Heat can affect everyone's health but some people are more susceptible to severe heat-related illness and death.
Seniors and persons with chronic poor health are at greater risk and may not perceive that they are getting too hot. People with mobility challenges may also need extra help to take steps to keep cool.
- Pay attention to the media, Environment Canada and your health authority for warnings of incoming heat. Use the British Columbia Heat Impacts Prediction System (BCHIPS) to get advance warning of when heat can be a health risk. Early summer hot spells are most dangerous because our bodies are unaccustomed to handling heat.
- Identify a cooler space in your home and prepare it so you can stay there at night. You may need to reconfigure daily living arrangements to deal with heat episodes.
- Practice opening doors and windows to move cool air in at night and shutting windows during the day to prevent hot outdoor air from coming inside.
- Make ice and prepare jugs of cool water.

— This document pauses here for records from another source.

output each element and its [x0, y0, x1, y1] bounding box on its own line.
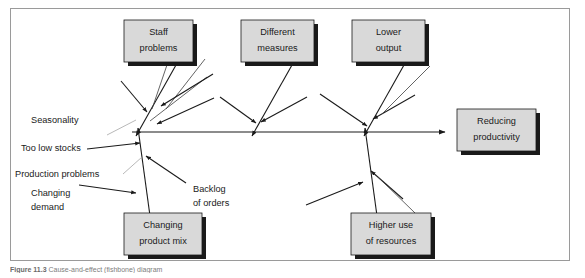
figure-caption-number: Figure 11.3 [10, 266, 47, 273]
cause-label-backlog-of-orders-line1: Backlog [193, 184, 226, 194]
twig-arrow-measures-left [220, 97, 256, 123]
leader-production-problems [123, 157, 142, 174]
box-label-higher-use-of-resources-line2: of resources [366, 236, 417, 246]
twig-arrow-backlog-of-orders [146, 156, 186, 183]
box-fill-different-measures [241, 20, 314, 62]
cause-label-too-low-stocks: Too low stocks [21, 143, 81, 153]
twig-arrow-changing-demand [79, 185, 136, 193]
category-box-staff-problems[interactable]: Staff problems [124, 20, 197, 66]
leader-seasonality [107, 120, 136, 135]
box-fill-higher-use-of-resources [351, 213, 431, 255]
twig-arrow-too-low-stocks [87, 143, 140, 149]
figure-root: Staff problems Different measures Lower … [0, 0, 585, 278]
figure-caption: Figure 11.3 Cause-and-effect (fishbone) … [10, 266, 570, 273]
effect-box-reducing-productivity[interactable]: Reducing productivity [457, 109, 540, 155]
twig-arrow-resources-left [306, 182, 363, 205]
twig-staff-2 [166, 59, 205, 109]
twig-arrow-measures-right [261, 97, 307, 122]
cause-label-production-problems: Production problems [15, 169, 100, 179]
cause-label-backlog-of-orders-line2: of orders [193, 198, 230, 208]
box-label-higher-use-of-resources-line1: Higher use [369, 220, 413, 230]
category-box-lower-output[interactable]: Lower output [352, 20, 429, 66]
box-label-lower-output-line2: output [376, 43, 402, 53]
twig-arrow-staff-lower [157, 98, 214, 124]
twig-arrow-output-left [320, 94, 367, 126]
twig-arrow-staff-left [121, 81, 147, 112]
box-fill-reducing-productivity [457, 109, 536, 151]
category-box-higher-use-of-resources[interactable]: Higher use of resources [351, 213, 435, 259]
category-box-changing-product-mix[interactable]: Changing product mix [124, 213, 206, 259]
twig-arrow-output-right [373, 95, 415, 119]
box-fill-staff-problems [124, 20, 193, 62]
twig-staff-1 [152, 59, 169, 109]
category-box-different-measures[interactable]: Different measures [241, 20, 318, 66]
fishbone-diagram: Staff problems Different measures Lower … [11, 9, 569, 260]
box-label-changing-product-mix-line2: product mix [139, 236, 187, 246]
rib-different-measures [252, 65, 292, 136]
effect-label-line2: productivity [473, 132, 520, 142]
figure-caption-text: Cause-and-effect (fishbone) diagram [49, 266, 163, 273]
box-label-changing-product-mix-line1: Changing [143, 220, 182, 230]
rib-lower-output [364, 65, 404, 136]
diagram-frame: Staff problems Different measures Lower … [10, 8, 570, 261]
cause-label-seasonality: Seasonality [31, 115, 79, 125]
box-label-different-measures-line1: Different [260, 27, 295, 37]
box-fill-changing-product-mix [124, 213, 202, 255]
twig-arrow-resources-right [371, 171, 403, 199]
box-label-different-measures-line2: measures [257, 43, 298, 53]
box-fill-lower-output [352, 20, 425, 62]
twig-resources-extra [378, 177, 415, 213]
box-label-staff-problems-line2: problems [140, 43, 178, 53]
cause-label-changing-demand-line2: demand [31, 202, 64, 212]
box-label-staff-problems-line1: Staff [149, 27, 168, 37]
rib-changing-product-mix [138, 128, 150, 216]
box-label-lower-output-line1: Lower [376, 27, 401, 37]
rib-higher-use-of-resources [365, 128, 377, 216]
effect-label-line1: Reducing [477, 116, 516, 126]
cause-label-changing-demand-line1: Changing [31, 188, 70, 198]
twig-output-extra [382, 66, 430, 114]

- Check that you have a working fan.
- Identify people who may be more susceptible to heat and develop a buddy system. Check in with your hot weather buddy frequently especially in the evening and early morning.
- Know the signs and symptoms of heat-related illness so you can identify problems early on. Headache, confusion, unsteadiness, loss of thirst, nausea/vomiting are signs of dangerous heat exhaustion.
Heat builds indoors over the course of a few days and it may stay much hotter indoors than outdoors overnight. It can get dangerously hot indoors without air conditioning -- the longer the heat lasts, the more dangerous it becomes.
- Check on people at higher risk in-person to evaluate the temperature indoors or ask them to tell you what it says on their thermostat. Encourage those who may not know they are susceptible to take cool baths, sleep in the coolest room, or stay with friends.
- If you do not have air conditioning, try to find somewhere with air conditioning especially if you are at increased risk. If you have air conditioning and susceptible members of your family do not, bring them to your house.
- Sleep in the coolest room of the house, even if that is not your bedroom. Sleeping in the basement or outside will provide relief to the body overnight, if possible. Set that space up for comfort, being sure you have water to drink and easy access to a toilet.
- If you cannot access air conditioning and/or a cool room or basement, consider putting an ice tray in front of a fan, using a personal mister, and wearing a wet shawl or shirt or using a wet sheet at night.
- Sit in a cool or tepid bath to draw heat from the body into the water or take a cool shower.
- Open windows and doors when the outdoor temperature goes down below the indoor temperature a night. Shut windows and close curtains in the morning to keep cooler air in and to keep the sun out. Leaving windows open during the day lets the hot air indoors.
- Drink lots of water. You may not feel thirsty even if your body needs water. Drink extra water whether or not you think you need it, especially during warm nights. Pay attention to the quantity and colour of your urine. Dark yellow urine is a sign of dangerous dehydration.
- Watch out for headache, confusion, unsteadiness, loss of thirst, nausea/vomiting -- they are signs of dangerous heat exhaustion.
- Lower your activity level. If you need to do errands, do them when it is cooler outside, early or late in the day.
- Never leave children or pets alone in a parked car.
- Find cool spaces in the community like shopping centres or libraries and spend time there.
- Protect yourself from the sun by staying in the shade, avoiding direct sun mid-day, wearing a hat and protective clothing, using sunscreen, and wearing UV-protective eyewear.
- Seek cooler, breezier areas when outdoors, such as large parks near to water with lots of trees.